Ben, your comment rests on the idea that Carbon is a more accessible (or at least as accesible) programming environment as Cocoa. Nothing could be farther from the truth. The C language is more widely used, but Carbon is nowhere near Cocoa's refinement.
Any competent C programmer can learn Objective-C in a few days. That's as true now as it was ten years ago. It's about to become easier in Leopard. As for C++, a lot of people seem to be using Objective-C++.
Although you may think it's a "goofy" language, it's also a key reason for Apple's incredible productivity. Things like Core Data would be much, much harder without the benefits that Objective-C's runtime provides.
I like John Randolf's suggestion of looking at the documentation for NSUndoManager (which intercepts invocations at runtime) and describe how you would go about implementing that in Java. A lot of that applies to Core Data now, too.
For what it's worth, I think Rails catches a lot of the same flack for the same reasons.
by Scott Stevenson — Oct 26
Any competent C programmer can learn Objective-C in a few days. That's as true now as it was ten years ago. It's about to become easier in Leopard. As for C++, a lot of people seem to be using Objective-C++.
Although you may think it's a "goofy" language, it's also a key reason for Apple's incredible productivity. Things like Core Data would be much, much harder without the benefits that Objective-C's runtime provides.
I like John Randolf's suggestion of looking at the documentation for NSUndoManager (which intercepts invocations at runtime) and describe how you would go about implementing that in Java. A lot of that applies to Core Data now, too.
For what it's worth, I think Rails catches a lot of the same flack for the same reasons.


Among the entries below, find each line with "name" and show it.
▶
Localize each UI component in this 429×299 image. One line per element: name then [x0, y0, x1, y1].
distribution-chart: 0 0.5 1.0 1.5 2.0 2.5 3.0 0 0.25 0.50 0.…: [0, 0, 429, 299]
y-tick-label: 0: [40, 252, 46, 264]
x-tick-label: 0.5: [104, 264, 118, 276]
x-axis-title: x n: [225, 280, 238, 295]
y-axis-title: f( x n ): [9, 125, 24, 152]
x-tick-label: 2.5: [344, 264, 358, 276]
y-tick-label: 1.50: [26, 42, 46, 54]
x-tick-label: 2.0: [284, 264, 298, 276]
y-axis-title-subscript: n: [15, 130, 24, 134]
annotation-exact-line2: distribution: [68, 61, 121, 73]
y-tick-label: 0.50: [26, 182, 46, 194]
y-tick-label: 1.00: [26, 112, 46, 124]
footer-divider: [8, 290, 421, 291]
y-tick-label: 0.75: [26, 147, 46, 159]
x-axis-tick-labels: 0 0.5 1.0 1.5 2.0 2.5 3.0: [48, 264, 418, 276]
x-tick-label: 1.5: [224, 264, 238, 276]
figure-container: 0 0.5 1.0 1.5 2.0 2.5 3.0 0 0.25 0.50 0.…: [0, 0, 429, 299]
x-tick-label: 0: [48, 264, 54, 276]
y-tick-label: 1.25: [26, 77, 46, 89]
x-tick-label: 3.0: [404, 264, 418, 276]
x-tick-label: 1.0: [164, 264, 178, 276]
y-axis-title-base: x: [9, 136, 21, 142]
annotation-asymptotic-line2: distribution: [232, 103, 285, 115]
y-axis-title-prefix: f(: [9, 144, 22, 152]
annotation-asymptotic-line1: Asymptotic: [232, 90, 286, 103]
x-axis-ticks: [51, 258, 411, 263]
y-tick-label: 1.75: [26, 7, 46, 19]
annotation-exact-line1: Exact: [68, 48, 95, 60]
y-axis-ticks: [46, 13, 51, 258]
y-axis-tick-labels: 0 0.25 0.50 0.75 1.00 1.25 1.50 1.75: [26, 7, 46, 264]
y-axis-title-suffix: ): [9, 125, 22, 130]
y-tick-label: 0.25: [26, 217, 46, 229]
◀
▶
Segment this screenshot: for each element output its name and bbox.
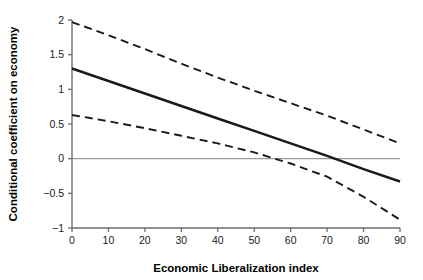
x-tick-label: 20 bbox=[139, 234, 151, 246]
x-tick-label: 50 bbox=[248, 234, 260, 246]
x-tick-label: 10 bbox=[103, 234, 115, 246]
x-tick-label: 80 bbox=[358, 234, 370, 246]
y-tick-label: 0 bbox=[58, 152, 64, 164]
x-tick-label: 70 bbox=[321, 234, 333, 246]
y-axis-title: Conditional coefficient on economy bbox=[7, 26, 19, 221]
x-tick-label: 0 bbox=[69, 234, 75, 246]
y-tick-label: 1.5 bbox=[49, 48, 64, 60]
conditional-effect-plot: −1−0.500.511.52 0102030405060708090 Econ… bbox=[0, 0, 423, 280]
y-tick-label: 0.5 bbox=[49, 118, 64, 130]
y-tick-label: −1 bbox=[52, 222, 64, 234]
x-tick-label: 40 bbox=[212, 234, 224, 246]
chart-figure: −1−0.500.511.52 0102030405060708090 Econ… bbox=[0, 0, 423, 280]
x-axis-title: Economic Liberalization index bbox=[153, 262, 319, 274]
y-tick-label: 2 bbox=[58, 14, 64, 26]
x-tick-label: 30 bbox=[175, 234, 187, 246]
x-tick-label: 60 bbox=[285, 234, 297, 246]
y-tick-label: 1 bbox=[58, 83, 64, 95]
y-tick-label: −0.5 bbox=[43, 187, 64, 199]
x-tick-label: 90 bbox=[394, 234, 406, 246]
◀
● **Output of the task**
Localize each UI component in this 429×299 image. One line per element: name then [x0, y0, x1, y1].
Segment this screenshot: for each element output its name and bbox.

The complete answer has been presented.